The paper addresses adapting small language models to educational content under constrained compute by performing domain-specific continued pre-training on a 125M-parameter model. It employs memory-efficient, incremental training from 400M to 1B tokens, with sequence packing and streaming data to maximize throughput. Key findings include substantial gains on knowledge and reasoning benchmarks (e.g., MMLU +8.1%, HellaSwag +7.6%) alongside domain-specialization trade-offs that degrade some general tasks, and clear evidence of token-efficiency gains with modest data budgets. The work demonstrates that targeted, resource-conscious continued pre-training can yield meaningful domain specialization for small LMs, offering a practical path for domain-adaptive NLP in settings with limited computational resources.

Abstract

Continued pre-training of small language models offers a promising path for domain adaptation with limited computational resources. I've investigated this approach within educational domains, evaluating it as a resource-efficient alternative to training models from scratch. Using a 125M parameter model, I demonstrate significant performance improvements through incremental training on 400 million tokens, followed by further training to reach 1 billion tokens. My approach includes comprehensive data preprocessing, memory-optimized training configurations, and benchmark-based evaluation. Results show notable gains in knowledge-intensive tasks (MMLU +8.1%) and contextual understanding (HellaSwag +7.6%), while revealing educational domain specialization trade-offs. I analyze token efficiency, catastrophic forgetting mitigation strategies, and scaling patterns. My findings suggest that thoughtful preprocessing and training methodologies enable meaningful improvements in language model capabilities even with constrained computational resources, opening pathways for domain-specific adaptation of smaller language models.

Domain-Adaptive Continued Pre-Training of Small Language Models

TL;DR

The paper addresses adapting small language models to educational content under constrained compute by performing domain-specific continued pre-training on a 125M-parameter model. It employs memory-efficient, incremental training from 400M to 1B tokens, with sequence packing and streaming data to maximize throughput.
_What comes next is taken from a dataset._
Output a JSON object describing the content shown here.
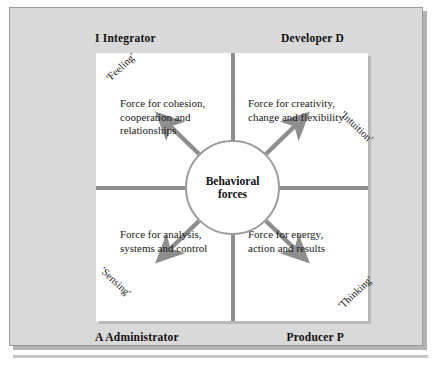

Key findings include substantial gains on knowledge and reasoning benchmarks (e.g., MMLU +8.1%, HellaSwag +7.6%) alongside domain-specialization trade-offs that degrade some general tasks, and clear evidence of token-efficiency gains with modest data budgets. The work demonstrates that targeted, resource-conscious continued pre-training can yield meaningful domain specialization for small LMs, offering a practical path for domain-adaptive NLP in settings with limited computational resources.

Abstract

Continued pre-training of small language models offers a promising path for domain adaptation with limited computational resources. I've investigated this approach within educational domains, evaluating it as a resource-efficient alternative to training models from scratch. Using a 125M parameter model, I demonstrate significant performance improvements through incremental training on 400 million tokens, followed by further training to reach 1 billion tokens. My approach includes comprehensive data preprocessing, memory-optimized training configurations, and benchmark-based evaluation. Results show notable gains in knowledge-intensive tasks (MMLU +8.1%) and contextual understanding (HellaSwag +7.6%), while revealing educational domain specialization trade-offs. I analyze token efficiency, catastrophic forgetting mitigation strategies, and scaling patterns. My findings suggest that thoughtful preprocessing and training methodologies enable meaningful improvements in language model capabilities even with constrained computational resources, opening pathways for domain-specific adaptation of smaller language models.

Paper Structure

This paper contains 36 sections, 2 figures, 1 table.

Figures (2)

  • Figure 1: Training loss comparison between 400M and 1B token continued pre-training runs. The 1B token model (orange) consistently achieves lower loss than the 400M token model (green) across training steps, indicating more effective knowledge acquisition.
  • Figure 2: Token efficiency analysis showing performance trends across training volumes. Educational benchmarks (blue) show consistent improvement with increased token count, while general benchmarks (green) exhibit slight degradation, highlighting domain specialization trade-offs.